However, that doesn’t excuse the British being morons and burying their heads in the sand on this issue. They stood behind me when I wrote them a letter about a Vietnamese/British Catholic priest wrongly imprisoned by the Vietnamese government (and the British were the only ones complaining that time, the rest of the world saying “who cares”). Even the state department didn’t deign to respond to me, but the Queen’s secretary wrote a hand-written response in the royal plural to me (soooooo cool, I still have it somewhere). This, though? Nothing.
Assholes.
March 12th, 2008 at 5:07 pm
Having just done immigration and asylum in my politics lessons, I feel fate is conspiring to give me plenty to revise…
The British approach to asylum, in my opinion, is overly influenced by the people, who in turn are overly influenced by the media. There are insufficient words to express my loathing of the Daily Mail.
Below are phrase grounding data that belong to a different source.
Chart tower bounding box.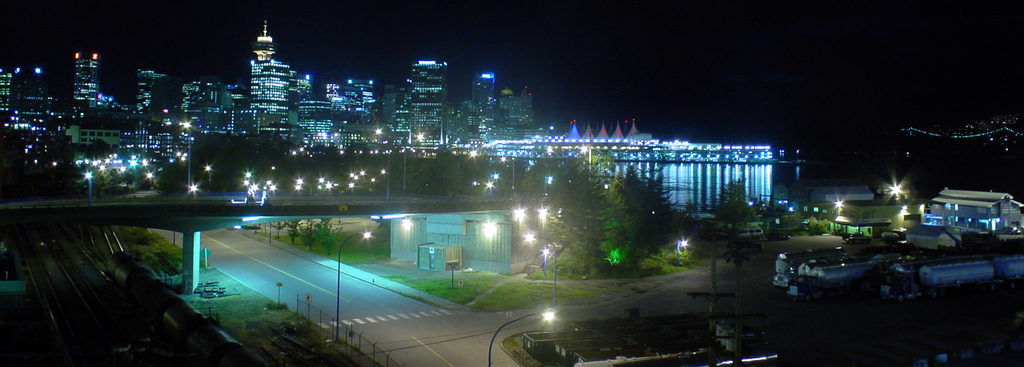
Charted: Rect(72, 49, 99, 106).
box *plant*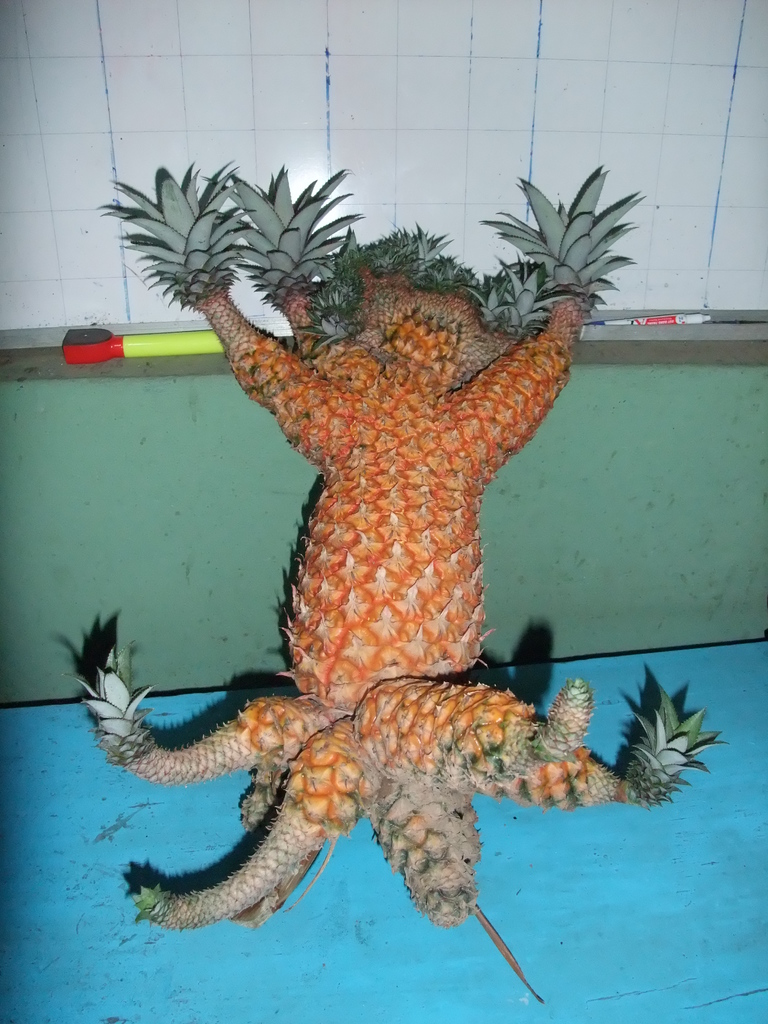
<region>2, 153, 726, 938</region>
Our generally right wing population see asylum seekers as foul, benefit stealing interlopers and the governement, in the interests of true representation (and covering their own stick-occupied asses at the next election) responds accordingly. Bah. Studying politics depresses me.
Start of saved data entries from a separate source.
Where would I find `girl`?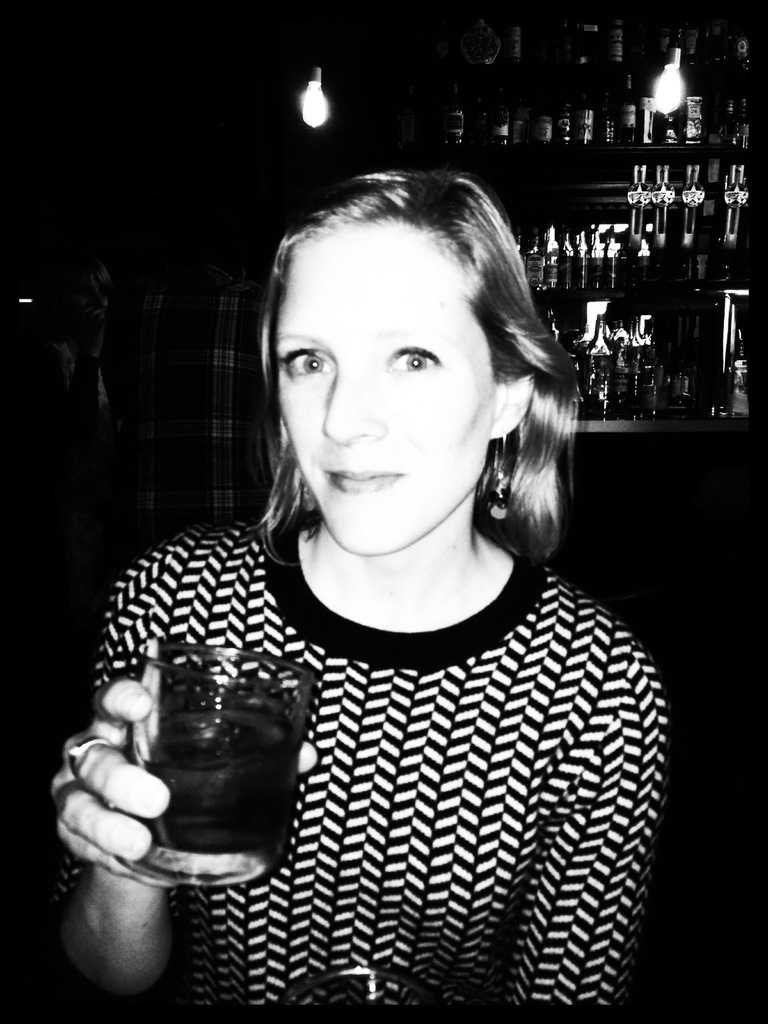
At bbox=[47, 163, 668, 1017].
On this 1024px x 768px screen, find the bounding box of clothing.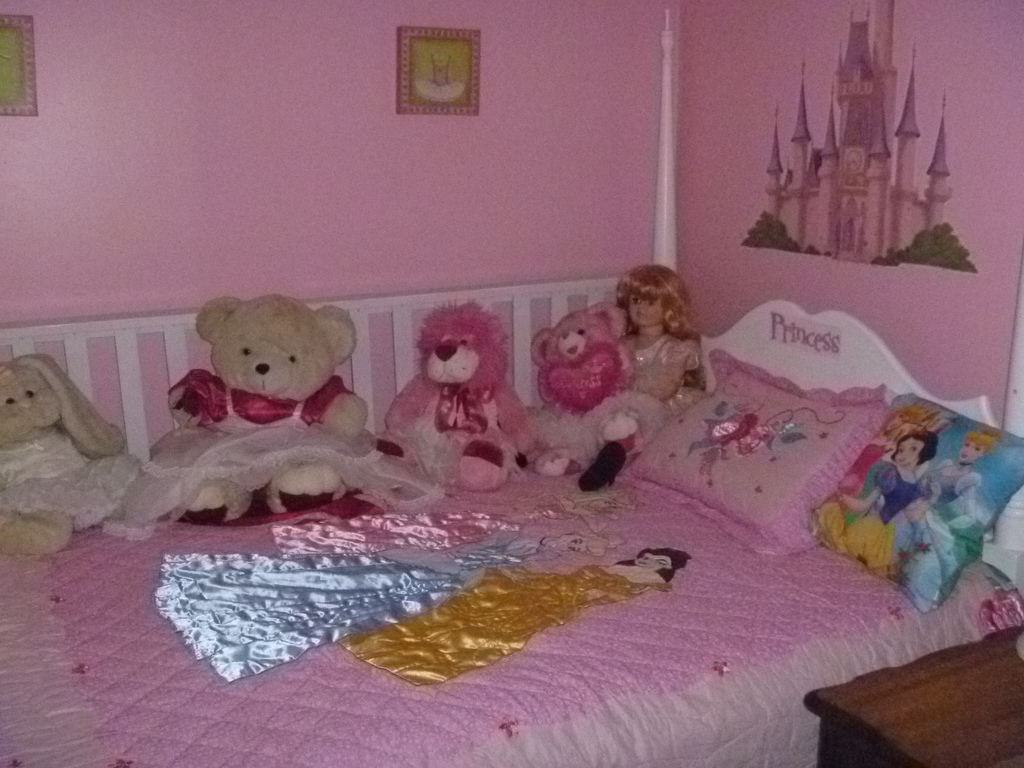
Bounding box: x1=867 y1=465 x2=989 y2=593.
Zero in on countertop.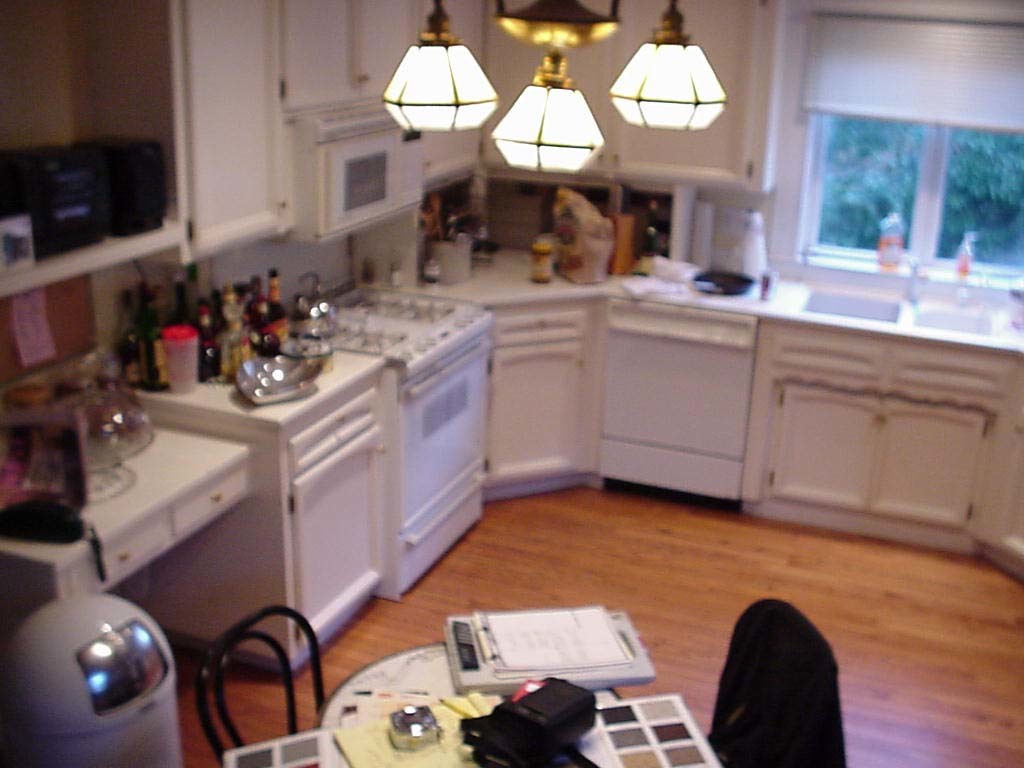
Zeroed in: <region>0, 243, 1023, 578</region>.
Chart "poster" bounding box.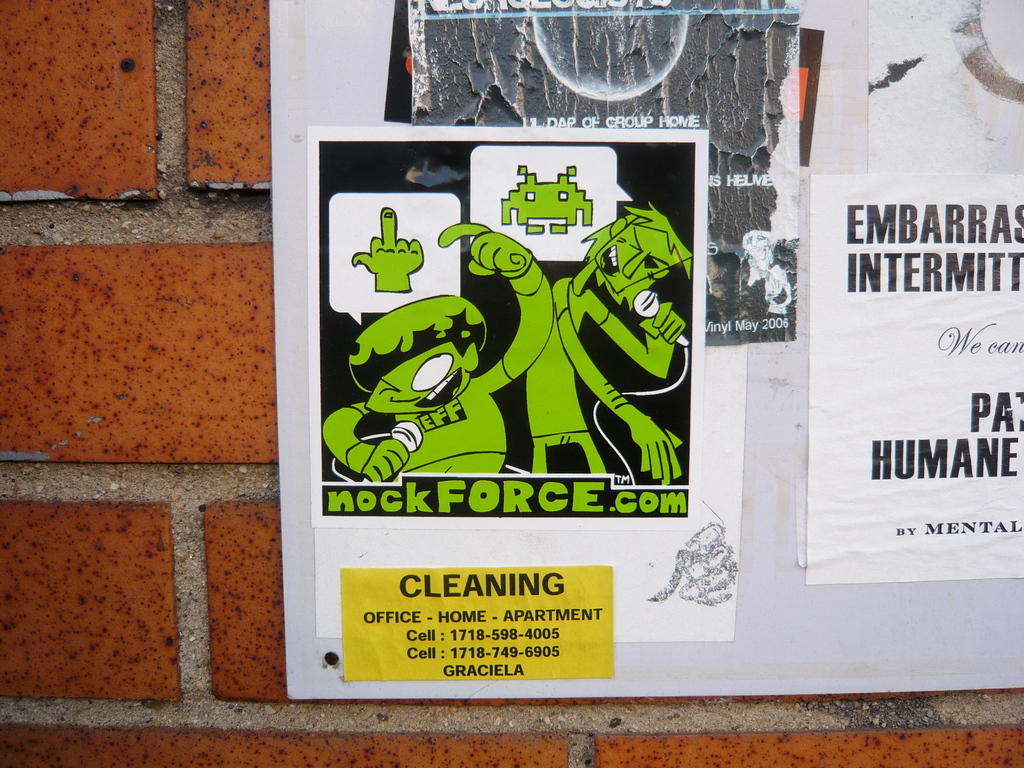
Charted: (411, 0, 809, 353).
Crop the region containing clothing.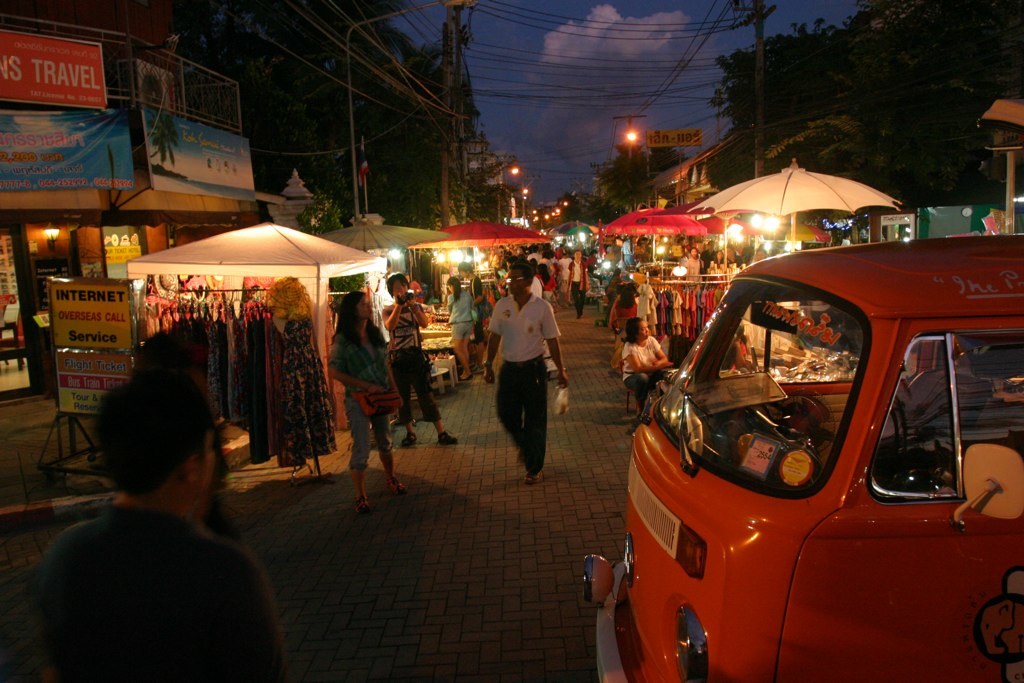
Crop region: box=[446, 292, 475, 338].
March 12th, 2008 at 7:22 pm
You know, sometimes I wonder why I even bother to read the news, when all it ever seems to do is make me furious about one thing or another.
Oh well. I wish Kazemi luck; he appears to need it in his dealings with all the bureaucracy.
March 12th, 2008 at 9:04 pm
I think there is still hope in this case. I do not understand how Britain can say he is ‘not at risk’ when his lover has -already been executed- for being gay. I hope the political pressure of countries with a conscience may win out.
Also… the statement by Iran’s president that there are no gays in Iran is really the best one he could have made. Homosexuals have a little more freedom so long as they do not officially exist. The problem is, if he acknowledges homosexuality in Iran, then he will be expected to DO something about it…
March 13th, 2008 at 10:37 am
Well. Sadly this doesn’t surprise me, and the horribly cynical part of me has leapt upon the case as a perfect study for my Human Rights Journal as part of my degree.
But the cynical side is being quashed by the quietly outraged British citizen in me, the one that’s taken up Politics with Human Rights because she wants to *help* people, the one that wants to work in government because maybe she could make a difference there.
I apologise for my government. I didn’t elect them, and I don’t agree with their policies.